Posts Tagged ‘Liz Byrski’
From Non-fiction to Fiction: From rhetoric and persuasion to the power of the inner life
Tuesday, April 19th, 2011
By Liz Byrski
Ten years ago, after almost four decades of writing non-fiction, I took the plunge into fiction. As a reader I was increasingly frustrated by the absence of realistic images of older women in Australian popular culture generally and novels in particular. I set out to see if I could write the books I wanted to read. The transition was a terrific challenge; considerably harder than I had imagined but six novels later it’s proved to be well worth the struggle.
I am one of the millions of women around the world who were drawn into the women’s movement of the seventies by the consciousness-raising fiction of feminist writers. I left school in 1960, began work in a typing pool, became a secretary and was married and expecting my first child when I read Sue Kaufman’s Diary of a Mad Housewife and Dorothy Bryant’s Ella Price’s Journal. All my unease and resentment about the treatment of women was captured and expressed in those books. The realities were laid bare through the voices of the characters and the insights into their inner lives which resonated with my own. So when I began my first attempt at fiction almost three decades later I went back to those books and others, including The Women’s Room. I wanted to identify what had made them so powerful, and how I could develop a form of feminist fiction that would speak to women of my age in a new century.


* [EXERCISE GOAL] Starting at the line with "Detect 'man'. Return" and stopping at the final line, retype the data below exactly; do not carry over any pictures.

* [LISTED ENTRIES]
+ + +
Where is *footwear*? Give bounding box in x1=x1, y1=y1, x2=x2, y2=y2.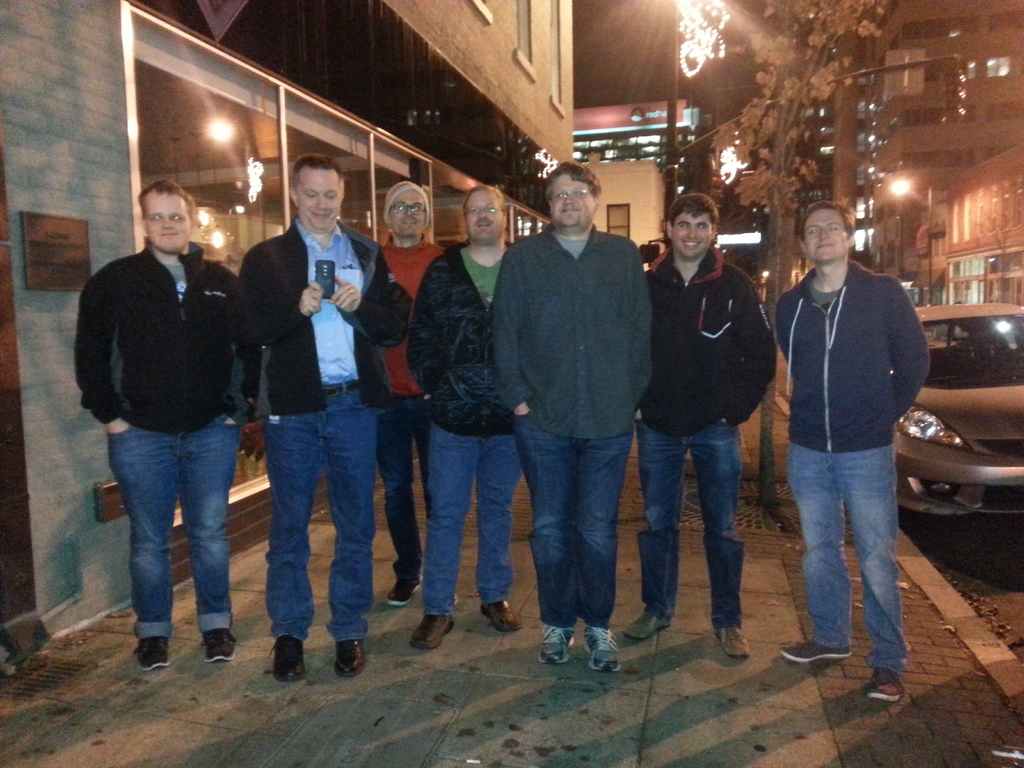
x1=480, y1=599, x2=524, y2=632.
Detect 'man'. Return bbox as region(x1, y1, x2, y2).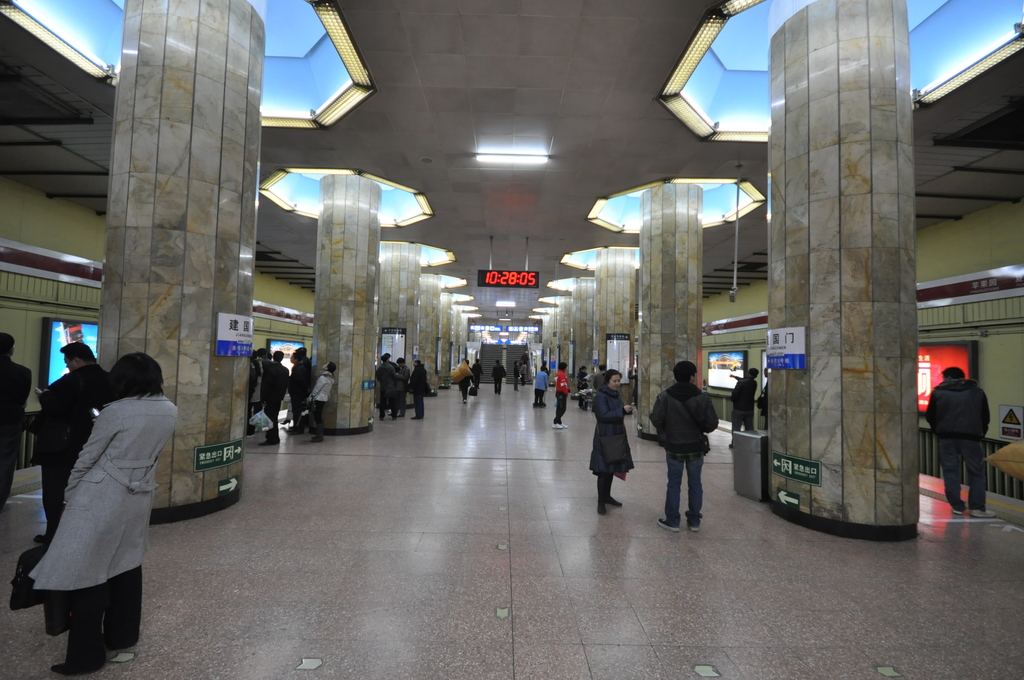
region(284, 349, 315, 436).
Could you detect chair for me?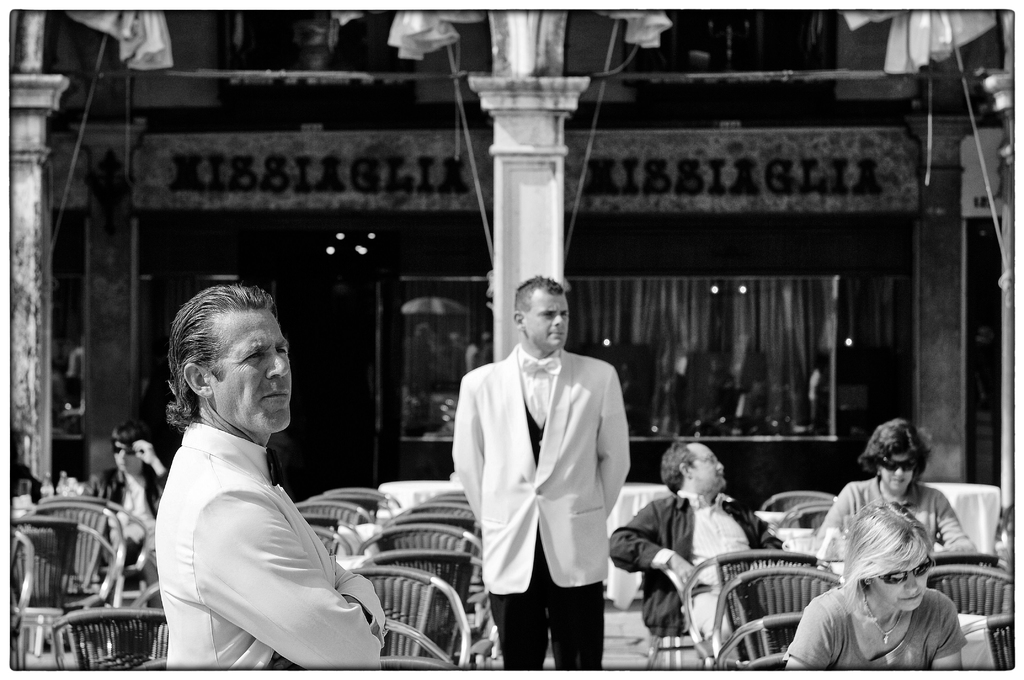
Detection result: bbox(723, 611, 816, 679).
+ + +
* [RESULT FOR THIS TASK]
Detect 'man'. Return bbox as region(x1, y1, x2, y2).
region(284, 349, 315, 436).
Could you detect chair for me?
Detection result: bbox(723, 611, 816, 679).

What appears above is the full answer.